[bksvol-discuss] Re: OT: Descriptions and the old days

  • From: "Gerald Hovas" <geraldhovas@xxxxxxxxxxx>
  • To: <bksvol-discuss@xxxxxxxxxxxxx>
  • Date: Mon, 21 Mar 2005 08:56:43 -0600

Cindy,

You didn't sound like you were complaining.  I just thought I'd take the
opportunity to tease you a bit.

I remember my grandmother had a ringer washer, but I don't remember much
about it.  It was just one of those oddities stuck back in a corner of the
back porch.  I'm not even sure why she still had it.

No, Karen would not like having to use a washboard or ringer washer.
Neither would I for that matter.

Things sure are different now.  I had a interview with GE's appliance
division year before last to write softmware for their washers, dryers, and
refrigerators.

Gerald

-----Original Message-----
From: bksvol-discuss-bounce@xxxxxxxxxxxxx
[mailto:bksvol-discuss-bounce@xxxxxxxxxxxxx]On Behalf Of Cindy
Sent: Sunday, March 20, 2005 8:39 PM
To: bksvol-discuss@xxxxxxxxxxxxx
Subject: [bksvol-discuss] OT: Descriptions and the old days


Oh, dear. I didn't mean to sound as if I were
complaining. I was reminiscing about life before all
these technological changes. I am in awe every time I
send a fax. It amazes me that that something on a
piece of paper can go through the air and end up
somewhere else on another piece of paper. Somehow I
find that stranger than that a voice can travel across
wires or, now with cell phones, air, and reach another
person's ears.

Just think, Gerald, if your wife had to do laundry
with a washboard and sink (for those of you to young
to have ever seen or felt a washboard, it was/is a
rippled piece of metal, as I recall, bounded  by wood,
probably two feet by four or larger? I'm not very good
at measurements. I googled and found pictures of them
of various sizes; apparently there are washboard bands
nowadays).

Or a ringer washer? When I lived in a rented house in
Minnesota in my single days all we had was a wringer
washer. I didn't get my breasts caught between between
the wringers, as in a Stephen King short story
(something was caught --maybe breasts are an urban
legend) but I did carelessly get my hand caught.
Fortunately I wasn't hurt.

For those of you who have never experienced a wringer
washer, it's a washtub on the top of which, attached
by metal standards, are two rollers, made of wood or
perhaps something softer (I've been looking at
pictures online to refresh my memory -- Ours were
wood, I think). One fed the clothes through the
wringers to squeeze out the water before hanging
clothes on the clothes line. Originally the wringers
were operated by turning a handle by hand; then they
advanced to being operated by electricity, pushing a
button. I seem to remember ours was the former, but it
was a long time ago.

I suspect the phrase, "I've feel as if I've been put
through the wringer" originated from that.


» **Task statement**
Could you repeat the records shown below exactly as written?

Record excerpts below:

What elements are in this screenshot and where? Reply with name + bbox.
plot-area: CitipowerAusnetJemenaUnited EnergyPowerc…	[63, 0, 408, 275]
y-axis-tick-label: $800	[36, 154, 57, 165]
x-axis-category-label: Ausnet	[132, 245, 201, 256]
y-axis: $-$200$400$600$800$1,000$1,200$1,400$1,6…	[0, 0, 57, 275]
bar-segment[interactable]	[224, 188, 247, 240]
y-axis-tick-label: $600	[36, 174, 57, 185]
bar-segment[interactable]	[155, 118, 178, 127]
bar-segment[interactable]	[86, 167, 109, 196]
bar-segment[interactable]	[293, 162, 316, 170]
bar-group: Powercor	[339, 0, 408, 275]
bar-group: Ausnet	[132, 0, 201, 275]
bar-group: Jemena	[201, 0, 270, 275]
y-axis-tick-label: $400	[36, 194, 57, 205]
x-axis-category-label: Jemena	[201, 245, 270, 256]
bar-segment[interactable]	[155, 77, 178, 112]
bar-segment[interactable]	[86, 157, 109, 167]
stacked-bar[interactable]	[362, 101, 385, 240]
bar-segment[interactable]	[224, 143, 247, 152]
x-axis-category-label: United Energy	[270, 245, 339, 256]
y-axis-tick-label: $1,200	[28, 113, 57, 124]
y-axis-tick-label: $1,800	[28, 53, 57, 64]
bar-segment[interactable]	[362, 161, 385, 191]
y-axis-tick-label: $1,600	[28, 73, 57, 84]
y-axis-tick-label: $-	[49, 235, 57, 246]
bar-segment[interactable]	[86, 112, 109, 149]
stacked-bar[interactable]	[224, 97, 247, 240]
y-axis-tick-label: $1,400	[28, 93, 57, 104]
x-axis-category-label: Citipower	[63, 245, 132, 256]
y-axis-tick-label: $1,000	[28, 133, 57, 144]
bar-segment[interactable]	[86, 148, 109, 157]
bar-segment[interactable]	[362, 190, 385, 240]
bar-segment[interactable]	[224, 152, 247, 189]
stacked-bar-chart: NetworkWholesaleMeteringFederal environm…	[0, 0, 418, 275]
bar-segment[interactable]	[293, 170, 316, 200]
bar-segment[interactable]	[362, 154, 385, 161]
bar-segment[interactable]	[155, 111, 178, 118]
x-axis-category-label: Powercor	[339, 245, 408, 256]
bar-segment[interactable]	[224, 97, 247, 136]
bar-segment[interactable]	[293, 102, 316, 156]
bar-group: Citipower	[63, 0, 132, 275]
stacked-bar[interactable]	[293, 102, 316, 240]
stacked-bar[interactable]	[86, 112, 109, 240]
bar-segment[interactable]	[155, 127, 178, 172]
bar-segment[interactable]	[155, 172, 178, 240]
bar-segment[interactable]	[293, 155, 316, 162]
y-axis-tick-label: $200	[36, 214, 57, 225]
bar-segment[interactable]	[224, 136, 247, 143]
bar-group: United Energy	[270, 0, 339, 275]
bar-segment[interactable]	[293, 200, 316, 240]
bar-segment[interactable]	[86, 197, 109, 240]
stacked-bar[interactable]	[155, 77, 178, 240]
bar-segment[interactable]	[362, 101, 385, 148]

End of Record excerpts.

» **Output for this task**
What elements are in this screenshot and where? Reply with name + bbox.
plot-area: CitipowerAusnetJemenaUnited EnergyPowerc…	[63, 0, 408, 275]
y-axis-tick-label: $800	[36, 154, 57, 165]
x-axis-category-label: Ausnet	[132, 245, 201, 256]
y-axis: $-$200$400$600$800$1,000$1,200$1,400$1,6…	[0, 0, 57, 275]
bar-segment[interactable]	[224, 188, 247, 240]
y-axis-tick-label: $600	[36, 174, 57, 185]
bar-segment[interactable]	[155, 118, 178, 127]
bar-segment[interactable]	[86, 167, 109, 196]
bar-segment[interactable]	[293, 162, 316, 170]
bar-group: Powercor	[339, 0, 408, 275]
bar-group: Ausnet	[132, 0, 201, 275]
bar-group: Jemena	[201, 0, 270, 275]
y-axis-tick-label: $400	[36, 194, 57, 205]
x-axis-category-label: Jemena	[201, 245, 270, 256]
bar-segment[interactable]	[155, 77, 178, 112]
bar-segment[interactable]	[86, 157, 109, 167]
stacked-bar[interactable]	[362, 101, 385, 240]
bar-segment[interactable]	[224, 143, 247, 152]
x-axis-category-label: United Energy	[270, 245, 339, 256]
y-axis-tick-label: $1,200	[28, 113, 57, 124]
y-axis-tick-label: $1,800	[28, 53, 57, 64]
bar-segment[interactable]	[362, 161, 385, 191]
y-axis-tick-label: $1,600	[28, 73, 57, 84]
y-axis-tick-label: $-	[49, 235, 57, 246]
bar-segment[interactable]	[86, 112, 109, 149]
stacked-bar[interactable]	[224, 97, 247, 240]
y-axis-tick-label: $1,400	[28, 93, 57, 104]
x-axis-category-label: Citipower	[63, 245, 132, 256]
y-axis-tick-label: $1,000	[28, 133, 57, 144]
bar-segment[interactable]	[86, 148, 109, 157]
bar-segment[interactable]	[362, 190, 385, 240]
bar-segment[interactable]	[224, 152, 247, 189]
stacked-bar-chart: NetworkWholesaleMeteringFederal environm…	[0, 0, 418, 275]
bar-segment[interactable]	[293, 170, 316, 200]
bar-segment[interactable]	[362, 154, 385, 161]
bar-segment[interactable]	[155, 111, 178, 118]
x-axis-category-label: Powercor	[339, 245, 408, 256]
bar-segment[interactable]	[224, 97, 247, 136]
bar-segment[interactable]	[293, 102, 316, 156]
bar-group: Citipower	[63, 0, 132, 275]
stacked-bar[interactable]	[293, 102, 316, 240]
stacked-bar[interactable]	[86, 112, 109, 240]
bar-segment[interactable]	[155, 127, 178, 172]
bar-segment[interactable]	[155, 172, 178, 240]
bar-segment[interactable]	[293, 155, 316, 162]
y-axis-tick-label: $200	[36, 214, 57, 225]
bar-segment[interactable]	[224, 136, 247, 143]
bar-group: United Energy	[270, 0, 339, 275]
bar-segment[interactable]	[293, 200, 316, 240]
bar-segment[interactable]	[86, 197, 109, 240]
stacked-bar[interactable]	[155, 77, 178, 240]
bar-segment[interactable]	[362, 101, 385, 148]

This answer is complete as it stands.